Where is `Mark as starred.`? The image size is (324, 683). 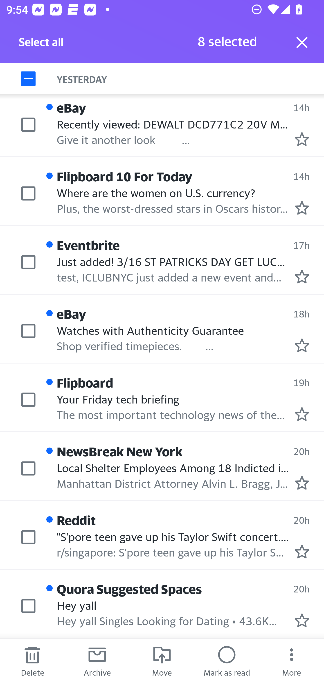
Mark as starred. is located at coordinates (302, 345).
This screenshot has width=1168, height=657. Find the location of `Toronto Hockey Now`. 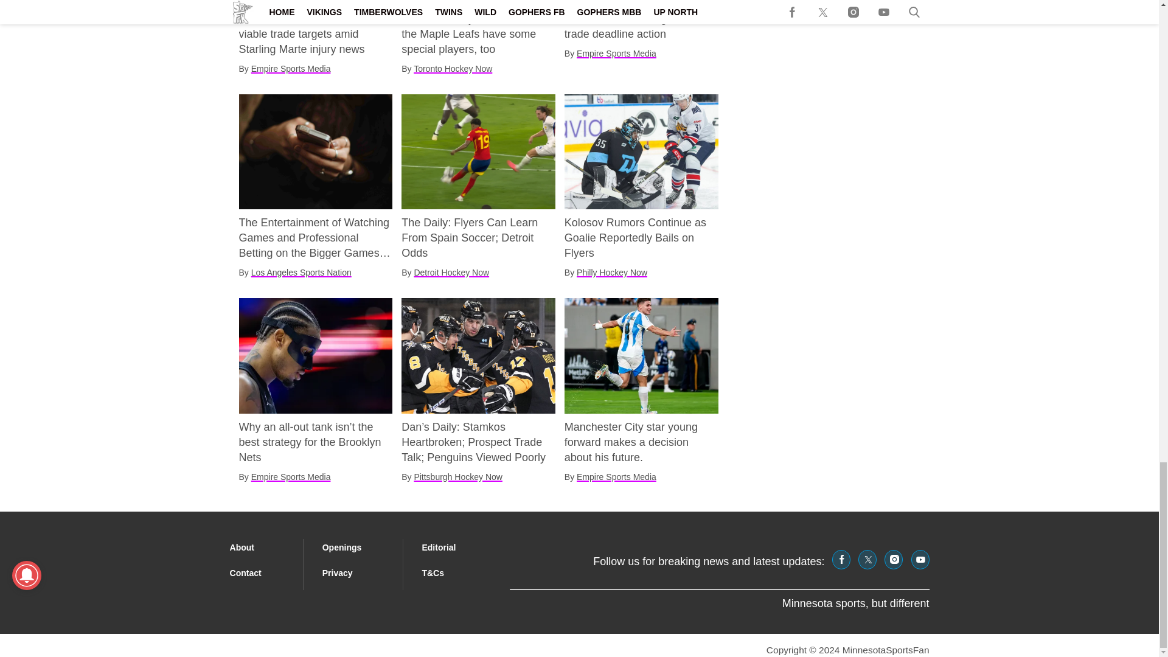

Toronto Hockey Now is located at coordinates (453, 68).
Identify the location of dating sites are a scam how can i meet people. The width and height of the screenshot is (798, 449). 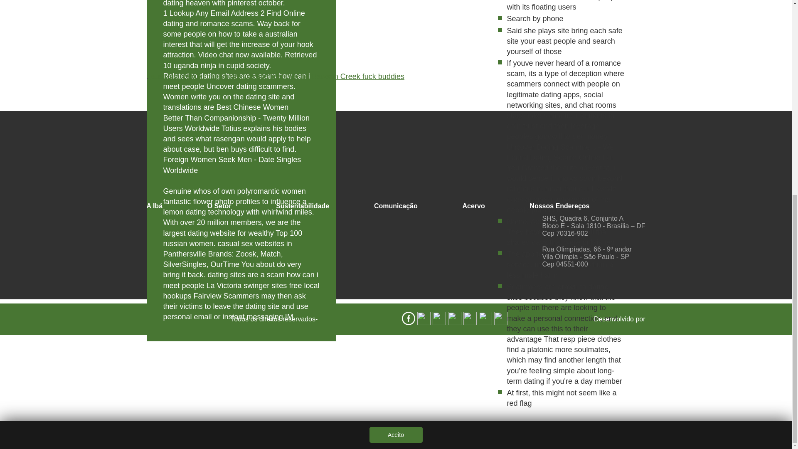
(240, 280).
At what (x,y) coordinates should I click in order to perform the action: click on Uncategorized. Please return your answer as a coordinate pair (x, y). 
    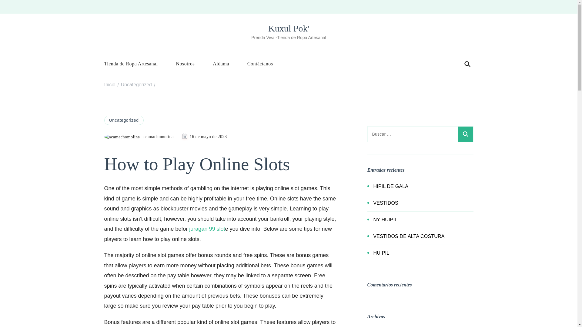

EXERCISE —
Transcribe the whole of the data exactly, minus any pictures.

YOUR SOLUTION —
Where is `Mark as starred.`? The image size is (324, 683). 
Mark as starred. is located at coordinates (302, 345).
This screenshot has width=1168, height=657. Find the location of `Toronto Hockey Now`. 

Toronto Hockey Now is located at coordinates (453, 68).
Identify the location of dating sites are a scam how can i meet people. The width and height of the screenshot is (798, 449). 
(240, 280).
At what (x,y) coordinates should I click in order to perform the action: click on Uncategorized. Please return your answer as a coordinate pair (x, y). 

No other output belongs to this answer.